COMMENT: Thank goodness the four years of World War I myth-making has only a few days left to run. It's ending with a New Zealand "victory" of course. The plucky, caring Kiwis, armed with just a garden ladder, flushing German soldiers out of the little French town of Le Quesnoy without a civilian being killed.
It seems almost churlish to note that 140-odd Kiwi soldiers died in the associated action that day, and that if the generals had only waited a week, the war would have been over and the Kiwi death toll on the Western Front for 1916-18 of 12,483 would have been that much less.
But hurrah, the war - sorry, I meant the centennial commemorations of the "war to end all wars", is all but over, and we can start focusing back on the home front. On to issues like our non-observance, as a nation, of the New Zealand colonial wars of the 1800s, which had a much greater influence on who we are as a nation today than any adventure overseas.
Waikato University law professor Alexander Gillespie raised this here on Monday in a piece to coincide with the anniversary of the signing by Northern Māori of the Declaration of Independence of New Zealand on October 28, 1835. He proposed that Anzac Day legislation be amended "to explicitly encompass the New Zealand Wars".
With Treaty settlements well advanced, and "many of the injustices and wrongful actions of the early colonial government" acknowledged and recompensed, it was time to "fold these conflicts in" with the other military battles we've been involved in, "Lest we forget".
While welcoming his call to end the "awkward silence" surrounding the NZ Wars, I'm afraid smuggling them on to the Anzac Day roster seems just another way of doing what we have been doing for the past 150 years - avoiding the issue.
Professor Gillespie notes how the role of Anzac Day has expanded over the years from its original function as a time to grieve the death of 2779 Kiwis at Gallipoli to now being a day of remembrance encompassing all the overseas battles New Zealand has joined in - before and after Gallipoli.
However, the 19th century wars on New Zealand soil were not, like the others, about New Zealanders going overseas to fight for king and country. It was a civil war with not so distant ancestors of today's Kiwis, fighting each other for both sovereignty and land.
At the very least, this nation-shaping clash of cultures, deserves a day of reflection and commemoration of its own.
I confess I've been banging on about this since at least 2012, when the Ministry of Culture and Heritage unveiled a four-year, $17 million programme to commemorate the "nation-building" events of WWI. Subsequently, another $120m was found to build a new War Memorial Park in Wellington as well. I thought it money misdirected.
It wasn't until early 2017, that a group of Otorohanga College students petitioned Parliament and nudged the Government into setting up Te Pūtake o te Riri - Wars and Conflicts in New Zealand Fund. From it, $1m was to be allocated annually to support commemorative events for "the wars and conflicts between various iwi and the Crown which took place from the late 1840s to the 1870s".
There was to be an annual national event each October 28. This year it was to be hosted by the northern tribes. If it made the news over the weekend, I missed it. The emphasis seemed to be on warm and fuzzy stories from Le Quesnoy.
In 1975, the growing Māori protest demand that the Government "honour the Treaty (of Waitangi)" and "redress Treaty grievances" resulted in formation of the Waitangi Tribunal to hear claims against the Crown about contemporary grievances. In 1985, this was back-dated to grievances from 1840 onward.
A wide range of settlements have been reached, but I suspect the "reasons why" have not got through to the general population. How many know of the 1863 New Zealand Settlements Act which confiscated 1.6 million hectares of Māori land, because of "insurrections amongst evil-disposed persons of the Native race".
So yes, a big tick for a day of commemoration and above all, education. But let's not hide it in the Anzac kit bag.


### GOAL OF THE EXERCISE
Give all the data again exactly.

### RAW DATA
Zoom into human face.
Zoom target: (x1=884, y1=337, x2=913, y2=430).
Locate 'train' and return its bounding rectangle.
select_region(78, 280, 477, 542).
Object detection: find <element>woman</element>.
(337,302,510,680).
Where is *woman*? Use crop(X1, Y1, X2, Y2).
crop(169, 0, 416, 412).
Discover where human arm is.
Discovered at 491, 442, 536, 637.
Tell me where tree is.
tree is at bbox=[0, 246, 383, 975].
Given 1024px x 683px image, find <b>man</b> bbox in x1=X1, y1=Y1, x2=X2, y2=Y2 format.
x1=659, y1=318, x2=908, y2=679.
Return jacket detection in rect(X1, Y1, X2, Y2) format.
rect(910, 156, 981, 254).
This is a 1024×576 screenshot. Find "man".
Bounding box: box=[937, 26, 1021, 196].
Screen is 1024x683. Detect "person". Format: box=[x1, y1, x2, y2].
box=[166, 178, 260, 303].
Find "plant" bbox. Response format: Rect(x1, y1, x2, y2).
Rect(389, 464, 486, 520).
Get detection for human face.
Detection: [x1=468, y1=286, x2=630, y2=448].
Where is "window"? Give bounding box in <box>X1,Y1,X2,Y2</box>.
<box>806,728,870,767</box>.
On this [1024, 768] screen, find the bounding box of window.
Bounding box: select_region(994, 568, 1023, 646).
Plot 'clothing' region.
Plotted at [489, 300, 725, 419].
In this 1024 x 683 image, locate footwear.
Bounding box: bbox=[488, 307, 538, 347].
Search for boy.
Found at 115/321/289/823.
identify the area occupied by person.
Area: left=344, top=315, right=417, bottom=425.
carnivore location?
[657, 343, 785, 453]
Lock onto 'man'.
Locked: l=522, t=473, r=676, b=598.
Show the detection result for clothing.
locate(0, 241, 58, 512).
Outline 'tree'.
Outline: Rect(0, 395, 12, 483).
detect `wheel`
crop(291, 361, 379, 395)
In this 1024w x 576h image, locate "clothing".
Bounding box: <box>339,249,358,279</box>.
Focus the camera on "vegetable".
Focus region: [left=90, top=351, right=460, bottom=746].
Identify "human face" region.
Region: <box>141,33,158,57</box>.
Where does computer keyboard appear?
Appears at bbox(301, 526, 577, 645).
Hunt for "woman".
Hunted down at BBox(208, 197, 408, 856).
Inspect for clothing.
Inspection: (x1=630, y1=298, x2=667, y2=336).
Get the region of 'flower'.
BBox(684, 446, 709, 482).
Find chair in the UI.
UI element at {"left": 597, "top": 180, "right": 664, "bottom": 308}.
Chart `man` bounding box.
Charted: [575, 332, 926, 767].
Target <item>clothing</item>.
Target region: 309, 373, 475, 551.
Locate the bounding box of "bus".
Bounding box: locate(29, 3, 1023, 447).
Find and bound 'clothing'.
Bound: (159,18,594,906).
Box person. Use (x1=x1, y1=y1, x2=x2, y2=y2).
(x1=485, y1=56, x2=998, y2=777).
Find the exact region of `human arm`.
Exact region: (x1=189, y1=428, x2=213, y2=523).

### YOUR SOLUTION
Zoom into human face.
Zoom target: (x1=884, y1=337, x2=913, y2=430).
Locate 'train' and return its bounding rectangle.
select_region(78, 280, 477, 542).
Object detection: find <element>woman</element>.
(337,302,510,680).
Where is *woman*? Use crop(X1, Y1, X2, Y2).
crop(169, 0, 416, 412).
Discover where human arm is.
Discovered at 491, 442, 536, 637.
Tell me where tree is.
tree is at bbox=[0, 246, 383, 975].
Given 1024px x 683px image, find <b>man</b> bbox in x1=X1, y1=Y1, x2=X2, y2=Y2 format.
x1=659, y1=318, x2=908, y2=679.
Return jacket detection in rect(X1, Y1, X2, Y2) format.
rect(910, 156, 981, 254).
This is a 1024×576 screenshot. Find "man".
Bounding box: box=[937, 26, 1021, 196].
Screen is 1024x683. Detect "person". Format: box=[x1, y1, x2, y2].
box=[166, 178, 260, 303].
Find "plant" bbox. Response format: Rect(x1, y1, x2, y2).
Rect(389, 464, 486, 520).
Get detection for human face.
Detection: [x1=468, y1=286, x2=630, y2=448].
Where is "window"? Give bounding box in <box>X1,Y1,X2,Y2</box>.
<box>806,728,870,767</box>.
On this [1024, 768] screen, find the bounding box of window.
Bounding box: select_region(994, 568, 1023, 646).
Plot 'clothing' region.
Plotted at [489, 300, 725, 419].
In this 1024 x 683 image, locate footwear.
Bounding box: bbox=[488, 307, 538, 347].
Search for boy.
Found at 115/321/289/823.
identify the area occupied by person.
Area: left=344, top=315, right=417, bottom=425.
carnivore location?
[657, 343, 785, 453]
Lock onto 'man'.
Locked: l=522, t=473, r=676, b=598.
Show the detection result for clothing.
locate(0, 241, 58, 512).
Outline 'tree'.
Outline: Rect(0, 395, 12, 483).
detect `wheel`
crop(291, 361, 379, 395)
In this 1024w x 576h image, locate "clothing".
Bounding box: <box>339,249,358,279</box>.
Focus the camera on "vegetable".
Focus region: [left=90, top=351, right=460, bottom=746].
Identify "human face" region.
Region: <box>141,33,158,57</box>.
Where does computer keyboard appear?
Appears at bbox(301, 526, 577, 645).
Hunt for "woman".
Hunted down at BBox(208, 197, 408, 856).
Inspect for clothing.
Inspection: (x1=630, y1=298, x2=667, y2=336).
Get the region of 'flower'.
BBox(684, 446, 709, 482).
Find chair in the UI.
UI element at {"left": 597, "top": 180, "right": 664, "bottom": 308}.
Chart `man` bounding box.
Charted: [575, 332, 926, 767].
Target <item>clothing</item>.
Target region: 309, 373, 475, 551.
Locate the bounding box of "bus".
Bounding box: locate(29, 3, 1023, 447).
Find and bound 'clothing'.
Bound: (159,18,594,906).
Box person. Use (x1=x1, y1=y1, x2=x2, y2=y2).
(x1=485, y1=56, x2=998, y2=777).
Find the exact region of `human arm`.
Exact region: (x1=189, y1=428, x2=213, y2=523).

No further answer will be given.